Benjamin A Shobert: Can you narrow that concern down to what you believe Americans need to do, be mindful of and advocate for from their leaders?

Tom Barnett: Read about our history during our post-Civil War integration of the American West and how we knitted together a sectional economy into a networked, continental economy. Look at how bad and nasty we were back then. The booms and busts we went through back then are highly predictive of what others are going to go through now as we knit together regional economies into a truly globalized one.

Back then, our internal integration process was tough, with lots of unequal growth, and we needed periods where things recalibrated - when the ethos of people like Horatio Alger flourished - self-made men. These times were also when many of our community groups were founded and our leisure society began. We can translate those past dynamics to China, and apply what we learned to the emerging global middle class. We need to ask ourselves how we can encourage civic institutions and the soft power they represent within these countries.

We also have to look at how we view religious institutions, to see them as a way of enabling positive transformative change in cultures. As many of these countries experience dramatic change, they wrestle with how to hold onto a moral code. There was much goodness that came out of the various “great awakenings” of religious fervor in the United States. In many ways, as we became more religious as a society, we also became more pluralistic and nondenominational (ie, tolerant of competition among religions for believers).

This allows for a certain personal stability for all of us: I maintain a wall between what I don't want in my home but what I will allow in my society. That impulse is something we need to feed in Islam and could be a progressive force in China as well. China starts out historically as a wonderfully rich spiritual country and then Mao [Zedong] hijacks its spiritual heritage. The religious desire of Chinese is a power that can be co-opted for social good, as it was in America's "progressive era" at the end of the 19th century and beginning of the 20th. Globalization has a lot that needs to be cleaned up.

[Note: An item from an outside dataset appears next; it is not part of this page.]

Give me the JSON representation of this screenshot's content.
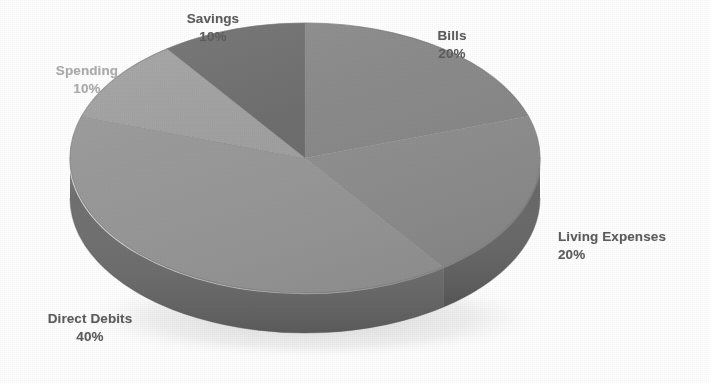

If I'm trying - at the same time - to deal with a religious awakening like what I'm seeing in China and across much of the developing world, because globalization is integrating a lot of traditional societies into the modern world, we need to view that less as a danger and more like an opportunity. In this aspect, post-religious Europe is not the model, we are. In America, we have successfully integrated numerous nationalities and religions within a multinational union that is - in many ways - globalization in miniature.

I also believe we have to rethink where we prioritize our partnerships. In my opinion, China, India and Brazil - in that order - are the top three long-term allies for the US going forward; they are more important than Europe or Russia, largely because of demographics. If I have these three nations with me, I have a quorum of the world's rising powers, and, because we're talking about the future world they're going to live in, they have a clear stake in making it happen.

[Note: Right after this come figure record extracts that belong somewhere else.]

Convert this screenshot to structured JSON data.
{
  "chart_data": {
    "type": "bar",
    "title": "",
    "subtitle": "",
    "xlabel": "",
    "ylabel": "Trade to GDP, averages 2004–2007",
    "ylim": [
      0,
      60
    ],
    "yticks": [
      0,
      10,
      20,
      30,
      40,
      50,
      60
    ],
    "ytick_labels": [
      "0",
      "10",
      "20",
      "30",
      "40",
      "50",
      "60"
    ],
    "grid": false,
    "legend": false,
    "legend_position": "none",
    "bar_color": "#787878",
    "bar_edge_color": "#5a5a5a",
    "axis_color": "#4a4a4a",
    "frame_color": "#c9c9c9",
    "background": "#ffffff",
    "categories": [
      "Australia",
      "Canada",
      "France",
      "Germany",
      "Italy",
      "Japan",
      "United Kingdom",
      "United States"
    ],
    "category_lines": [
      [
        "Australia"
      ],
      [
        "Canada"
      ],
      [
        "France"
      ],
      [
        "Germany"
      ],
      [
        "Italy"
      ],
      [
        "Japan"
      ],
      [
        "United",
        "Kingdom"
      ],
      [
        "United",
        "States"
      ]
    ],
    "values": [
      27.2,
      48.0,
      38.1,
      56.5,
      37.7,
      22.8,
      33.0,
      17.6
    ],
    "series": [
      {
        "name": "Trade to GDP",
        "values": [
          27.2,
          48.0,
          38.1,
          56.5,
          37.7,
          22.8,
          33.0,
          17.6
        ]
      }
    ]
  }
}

The problem in Europe is aging - consequently they have a very short strategic time horizon. "Mr & Mrs Chindia" - those countries' new middle class - is the real system-changer in this century. Speaking as the rest of the world: my whole life is going to revolve around trying to make them happy. The 21st century is going to be about making their rise possible and sustainable in an environmental sense: eg, making them mobile, getting them more plugged into the grid and shaping their middle-class ideology along the way.

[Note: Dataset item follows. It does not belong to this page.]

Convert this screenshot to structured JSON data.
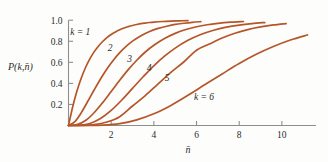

How the middle class was handled in Europe was badly bungled in the early 20th century, yielding Bolshevism and fascism. If I'm right about global demographics, if you want to get global pluralism and democracy, people in the middle class are critical. We managed this process successfully in America, and we can do this again on a global scale and essentially re-run much of the American experiment there, yielding a pervasively democratic world across this century.

Benjamin A Shobert is the managing director of Teleos Inc (www.teleos-inc.com), a consulting firm dedicated to helping Asian businesses bring innovative technologies into the North American market.